When data pipelines are treated as code — reviewed, monitored, and deployed through CI/CD — they become far more reliable. You get clear ownership, better documentation, and SLAs or SLIs around freshness, latency, and quality. Whether you’re building an ML model, delivering a report, or feeding a customer-facing dashboard, that discipline ensures your data is shippable, maintainable, and scalable.

At SolidMinds, we faced schema drift and inconsistent environments that caused pipelines to work in development but fail in production. To fix this, we introduced automated validations, environment consistency checks, and rollback capabilities — essentially applying CI/CD principles to data workflows. This brought stability and helped us align data processes with modern software delivery practices.

Governance and compliance without the effort

In regulated environments, good data management isn’t just smart — it’s required. DataOps helps integrate governance directly into the workflow instead of treating it as an afterthought.

That includes audit trails through Git or pipeline logs, automated checks for policy violations, and access controls defined in code via Terraform or Snowflake roles. These tools allow teams to move quickly without compliance gaps that might lead to legal and reputational risks.

At the bank, one of the most complex challenges we faced was reducing deployment risk in a highly regulated, multi-region setup. We solved this with progressive delivery (canary releases), automated policy enforcement, and service-level health checks built into our delivery pipeline. It helped lower our change failure rate and recovery time — and gave leadership more trust to speed up release cycles.

A culture of shared accountability

DataOps isn’t just a toolset you can share with your colleagues — it’s a cultural shift, a way of doing business. It brings together data engineers, DevOps, ML teams, and analysts through shared tooling, common metrics, and aligned incentives.

Shared dashboards in Grafana, alerts in Slack, and CI/CD pipelines with built-in validations all contribute to a “you build it, you run it” mindset — now extended to data. Embedding data engineers into the dev teams has been one of the most effective practices I’ve seen. It creates a shared sense of ownership and eliminates the throw-it-over-the-wall mentality that slows everything down.

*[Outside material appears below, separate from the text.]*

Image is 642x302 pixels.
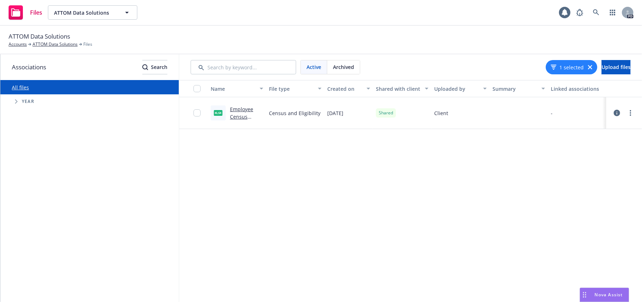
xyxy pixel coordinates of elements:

At SolidMinds, each team initially had their own standards, tools, and processes. Orchestrating all of that into a unified, automated ecosystem took time — and diplomacy. But once that shift happened, it became much easier to onboard new services, scale existing pipelines, and maintain system integrity across the board.

Balancing automation with human judgment

Now, none of this means everything should be automated. In fact, I believe it’s crucial that some aspects of my job remain manual.

For example, incident analysis and root cause exploration still require human intuition, especially in multi-system environments. Automation can detect anomalies, but understanding them in context is a different matter. The same goes for onboarding new services or designing system architectures — which benefit from collaborative, manual planning. If you rely too much on automation here, you might scale poorly designed designs too soon.

There are even cases where automation can be harmful — like auto-restarting failing pods without surfacing the root issue. These can mask real problems until they escalate. In other words, automate what’s repeatable and low-risk, but leave room for human judgment where nuance matters.

Looking ahead

The boundaries between development, infrastructure, and data are fluid. Bringing these disciplines together, DataOps enables speed, reliability, governance, and scale.

Whether you’re in a startup moving fast or an enterprise navigating compliance and complexity, investing in DataOps isn’t just a technical decision — it’s a strategic one. It’s what allows teams to adapt, experiment, and grow — without breaking things in the process.

Ignore it, and you’re left firefighting. Embrace it, and you’ll build systems that can truly evolve with the business.